Private Health Care in Jails Can Be a Death Sentence
I haven’t read it, because I don’t register with the New York Times (also, I’m in a hotel room stealing somebody else’s wireless and wouldn’t want to send passwords through their “warroom” in any case), but Paul von Zielbauer is apparently taking on health care in jails.
Good, because this is important. But I have a suspicion from the title that he’s specifically blaming private health care instead of the fact that we just don’t care about health care in prisons and we tend to hire monopolies instead of promoting competition where it counts: making sick people healthy. But at least someone is paying attention.

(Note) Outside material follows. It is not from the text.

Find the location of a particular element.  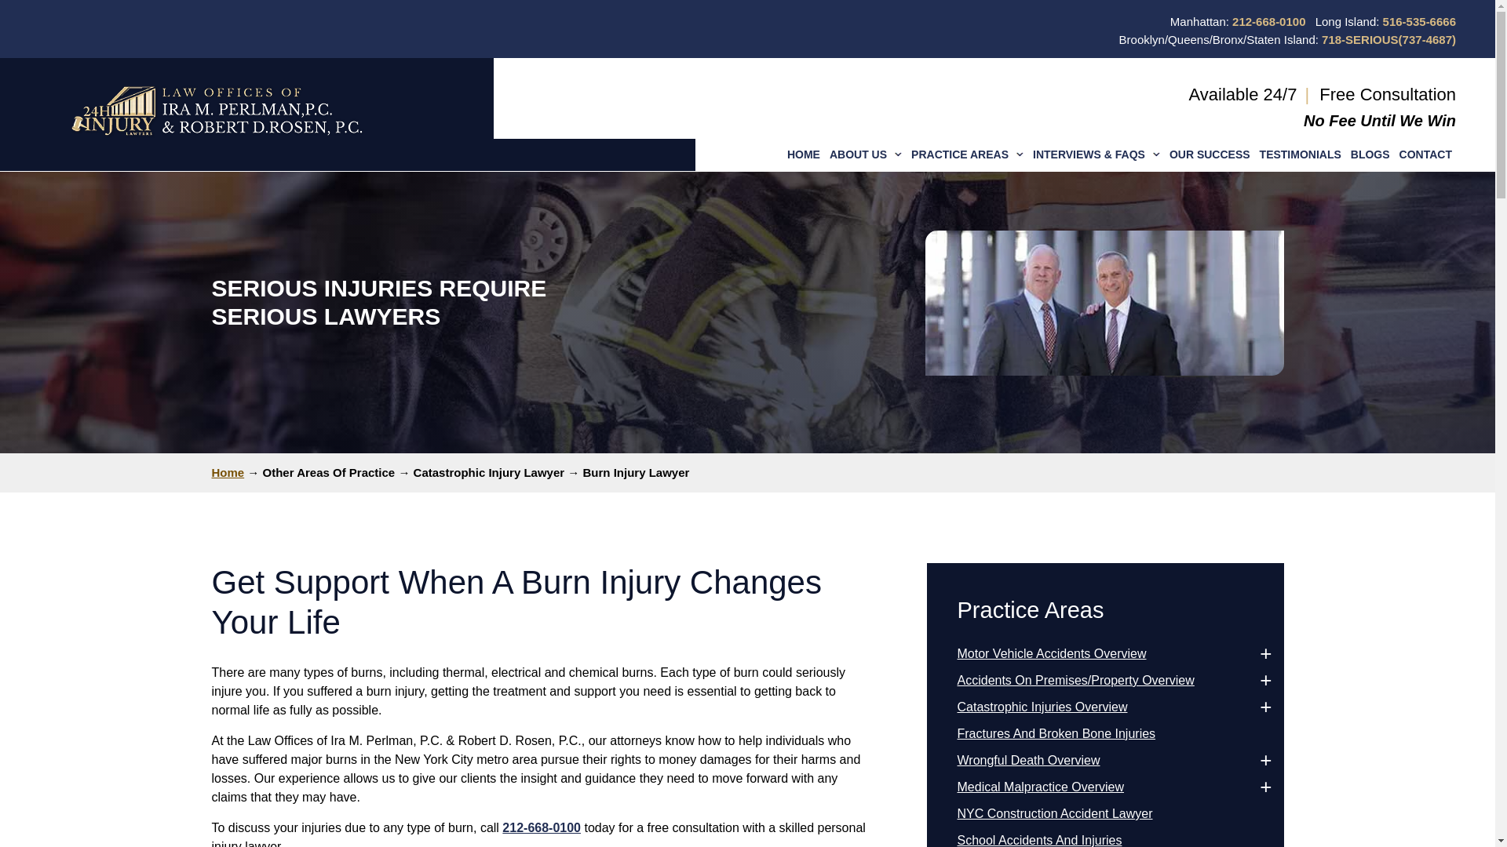

HOME is located at coordinates (803, 155).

Amygdala tends to confirm my suspicions, though it may be their own private (pun intended) spin.
This is not a matter of public vs. private systems. A purely state-run health care system would be just as bad, or worse: more prone to political expediencies, more worries about giving “too much” health care to murderers, etc. But as long as there is still the possibility that we have imprisoned people for crimes that they did not commit, and as long as we continue to imprison people for crimes that should not be crimes, prison health care must be at least as good as health care outside of prisons. In my opinion, it should be the same health care as is available outside of prisons.
In response to Health care for prisoners: Our criminal justice system must account for the possibility that it is wrong. Decent health care is one of the most obvious ways it should do this.
- Private Health Care in Jails Can Be a Death Sentence
- Paul von Zielbauer writes that “a yearlong examination of a health care contractor in New York revealed frequent flaws that were sometimes lethal.”
- Are we ever going to give a goddamn?
- “It’s not only guilty people who wind up in jail, and even the guilty aren’t all supposed to be sentenced to death.”